My younger self loved equations, so I’d sum it up like this: QR = QL: The quality of your relationships equals the quality of your life. Or to put simply, flourishing is just another word for “community.”
Q: What simple habit boosts your happiness or energy?
Over the years I’ve explored a lot of habits – journaling, playing guitar, carving out time to daydream – but for me there’s nothing like a hard workout. I have a set-up in my basement that the kids call “The Dungeon” – a stationary bike, a bench, and some weights. It looks depressing, but for me it’s a transformer station. A 45-minute session down there, with the Grateful Dead cranked up, and the day shifts for the better.
This is a weird thing for a writer to say, but over the years I’ve become increasingly skeptical about the power of words when it comes to boosting happiness and energy. You can’t think yourself into a new way of behaving — but you can behave yourself into a new way of thinking. That’s what I get reminded of in the dungeon.
Q: Is there a particular motto that you’ve found very helpful?
Lately I’ve been obsessed by one that I adopted from the writer Peter Block: See the Gifts. As in: stop scanning for the problems (which, God knows, are easy to find), and start noticing the good stuff that is out there, just in the background, waiting for you. It helps because it tunes me into the fact that we don’t have just one way of paying attention – we actually have two. You can focus narrowly, using what psychologists call task attention. Or you can open warmly and broadly, using relational attention. Seeing the gifts helps knock me out of narrow-beam task attention, and activate relational attention.
When I’m traveling, for instance. Traveling is a headache, no question, with no shortage of problems. And it’s perfectly normal to notice those problems – the seats, the schedules, the hassles. But when I ground myself in seeing the gifts – I’m in a chair in the sky, zooming toward a place I want to go – it gets me out of my small, grouchy self and into a bigger, warmer version.
Fred Rogers had a similar mantra when it came to dealing with tragedies: Look for the helpers. It’s the same move – and it underlines a deeper truth: the type of attention we bring to the world determines the world we find.

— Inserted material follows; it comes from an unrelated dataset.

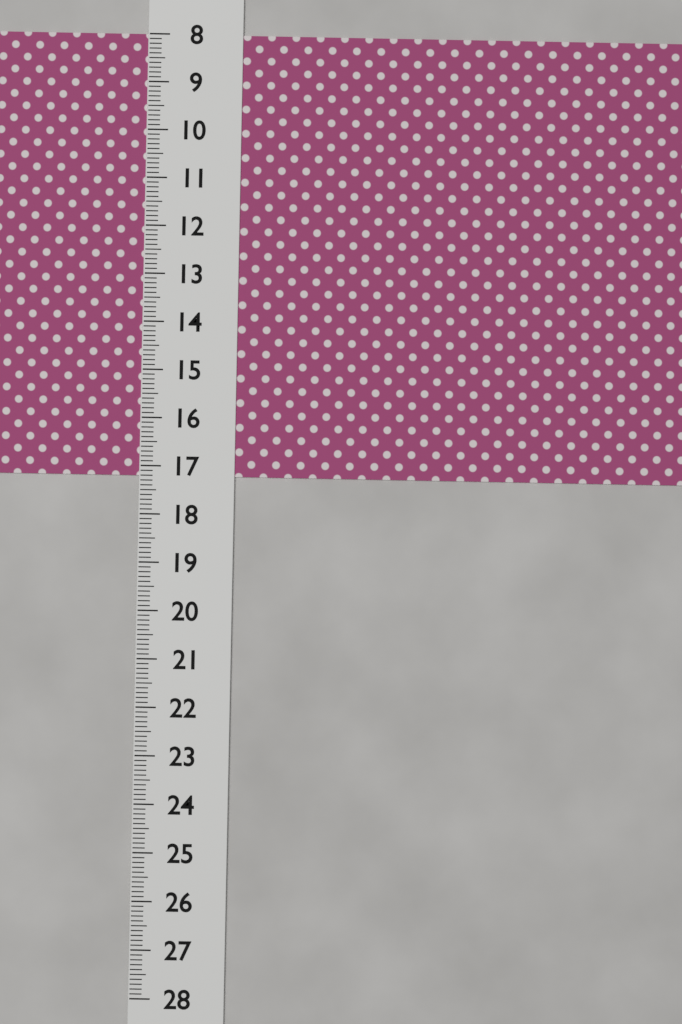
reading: 17.2 (no unit)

Q: Has a book ever changed your life? If so, which one and why?
The book changing my life right now is A Swim in A Pond in the Rain, by the wonderful George Saunders. On the surface it’s about short stories, drawn from the class Saunders teaches at Syracuse. But underneath, it’s a book about how people actually change.

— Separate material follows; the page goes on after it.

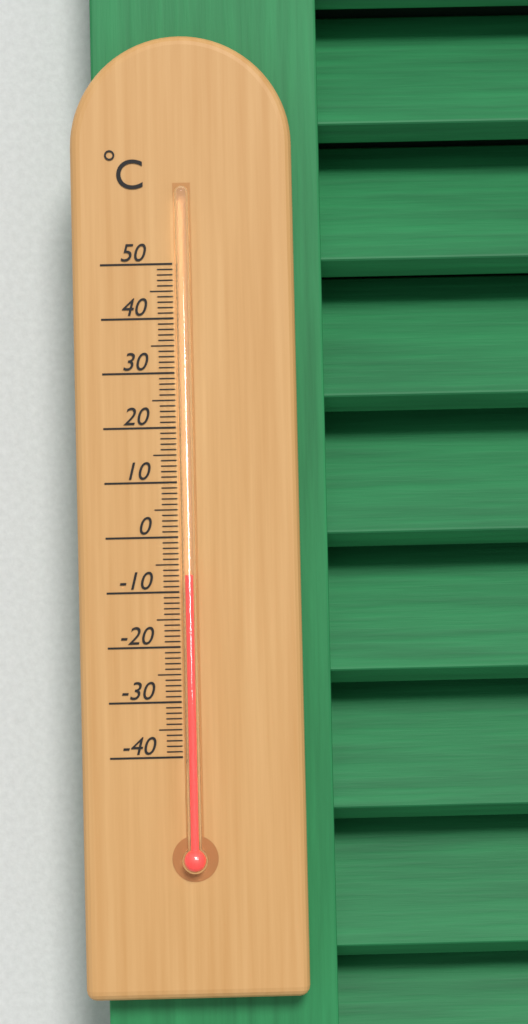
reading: -7 °C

Saunders understands that change isn’t about forcing ourselves to be better versions of who we think we should be. It’s about gently re-channeling the energies we already have—our attention, our empathy, our natural responsiveness to the world. Saunders keeps returning to a single psychological move—where a character loosens their grip on their certainty, their self-importance, their need to be right—and allows themselves to be redirected by reality. They’re not being improved; they’re being re-aimed; the same essential energy is directed toward something other than themselves.
Reading the book has shifted how I feel about growth. Less as self-construction, more as self-interruption; less about becoming “better” and more about becoming available. It reminds me that the moments that change us most often begin not with willpower, but through moments when we let go and create community with something greater than ourselves.